I did. I loved all of it. The messy honesty. The intimacy of knowing a body to the point of reverence.
Another wave broke, stronger, foamy tongues licking up my thighs to the hem of my shorts. My shirt dragged over my nipples when I leaned forward. I let myself feel it—the rawness of it, the heat—and then harnessed it like I always did, feeding it into focus.
There were uses for hunger. I had built a career on alchemizing mine.
A low thrumming reached me from far offshore. Not the steady bass of a tanker. Smaller. Closer. I tilted my head, angling one ear to the horizon, the other to the breath at my knee.
“Do you hear that?” Becca asked.
“I do.” I didn’t say what I thought it was. I didn’t have to. The rhythm vibrated in my marrow, a tune I’d learned to hate and parse in equal measure. I checked my watch. The exercise window wasn’t supposed to open until next week, but the calendar was a living document, like the coast itself—subject to tides, wind, and men in crisp uniforms who spoke in acronyms.
The dolphin shivered, jaw quivering, and brayed a thin, heartbreaking sound that wasn’t quite a whistle. My throat went tight. “Je sais, je sais, mon cœur. Reste. Respire. Respire.” I let the French pour out of me like heat. It always did when I needed softness. When I needed home.
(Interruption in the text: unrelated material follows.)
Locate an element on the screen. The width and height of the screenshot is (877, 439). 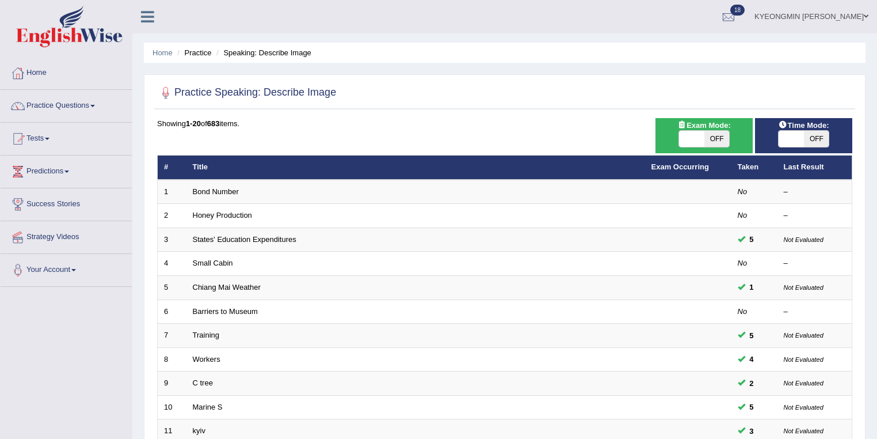
a: Exam Occurring is located at coordinates (680, 166).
Home. What a treacherous word.
When I was twelve, home had been Paris rooftops and métro stairs and my mother’s lipstick on a porcelain teacup. My father came home in his dark suit, smelling faintly of diesel and cedar, and told us about a city across an ocean with streets that oozedlike honey in summer and a harbor full of hulking ships. A contract, he said. A project too good to refuse. The Americans wanted him. Needed him. We moved to Charleston and it welcomed us with palms and humidity that licked every inch of the body like a lover with no sense of boundaries.
I became fluent in salt and heat and what it meant to be watched.
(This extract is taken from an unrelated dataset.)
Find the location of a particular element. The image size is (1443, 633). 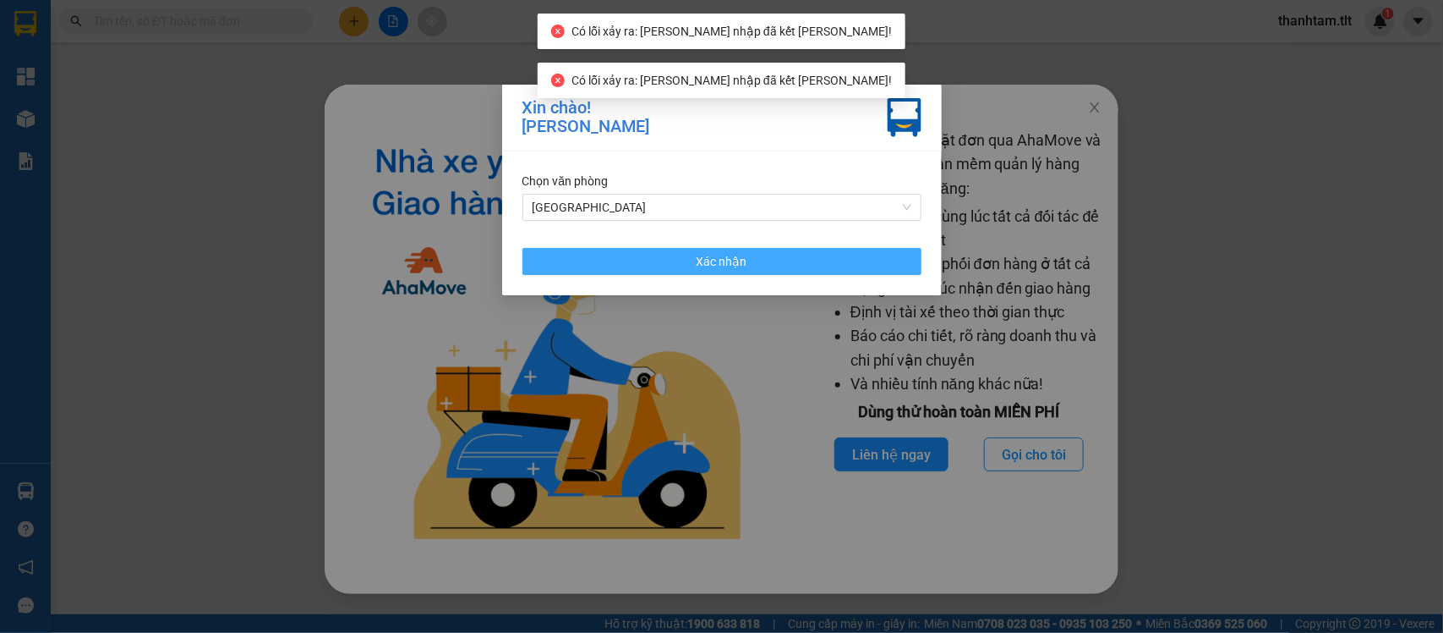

Now, the watching was my job. I read currents and tides and the micro-twitches that telegraphed panic through cetacean muscle. I logged numbers with ink that bled when it got wet, data points spaced like freckles across a page I never seemed to fill.
“Truck is five,” Becca said. “They’re bringing the big sling.”
“Good.” I pressed two fingers gently behind the jaw. The pulse was still too fast. “We’ll need to keep his blowhole clear when they shift him. You on that?”
“Yes.”
“And Becca?”
She looked up. “Yeah?”
“Breathe.”
She laughed, short and startled. The sound hiccupped into the wind and made a man at the dunes lower his phone. My intern tucked loose hair under her cap and breathed. Good girl.
“Dr. Allard!” A voice I knew too well. I turned to see Tamika James jogging down from the access path, radio bouncing against her chest, the network’s battered old umbrella under one arm. “We got calls about two more reports south of here. Could be the same animal, could be different. You good if I peel to check?”
“Go.” I nodded toward the umbrella. “Leave that.”
She stabbed the post into the sand, popped the canopy, and shade kissed the dolphin’s skin. Tamika squeezed my shoulderbefore she peeled away, her palm leaving a warm print I felt through cotton.
The horizon shimmered. Far out, beyond the last sandbar, a solitary head bobbed in the chop where a swimmer cut a clean line. Bold. Too far even for most surfers on a good day. He moved like he belonged there, each stroke slicing the glare the way a blade parts water.
I dragged my gaze back down. Not now. I wasn’t here to meet men who looked like trouble. I was here because the ocean kept dropping broken things at my feet and expecting me to fix them.
The rumble off the coast deepened. My jaw ached from clenching. I spoke softly to the dolphin to keep from cursing. “You hear it, too, hm? You want to go to deep water away from the headache and the screaming, and the whole world is shallow here.”
Becca’s timer chimed and she re-lubed the eye. “When the Navy liaison called yesterday, did you answer?”
“I let it go to voicemail.” I adjusted the towel. “He can wait.”
She chewed her lip. “He said it was urgent. That they were cooperating in good faith.”
“They always are,” I said, and poured a bucket of water over the towel, letting the overflow run down my wrists and into my boots. The coolness shocked me even though the day was already hot. I felt awake and irritated in the particular way I only felt in Charleston—like this city had a hand down the front of my shirt, pawing at me without asking, assuming I’d take it because that’s what a good girl did.
I wasn’t a good girl.
A cluster of teenagers crept closer, barefoot and sticky with sunscreen, whispering about how soft the dolphin looked. One reached out. I fixed him with a gaze so flat I watched the impulse die on his face.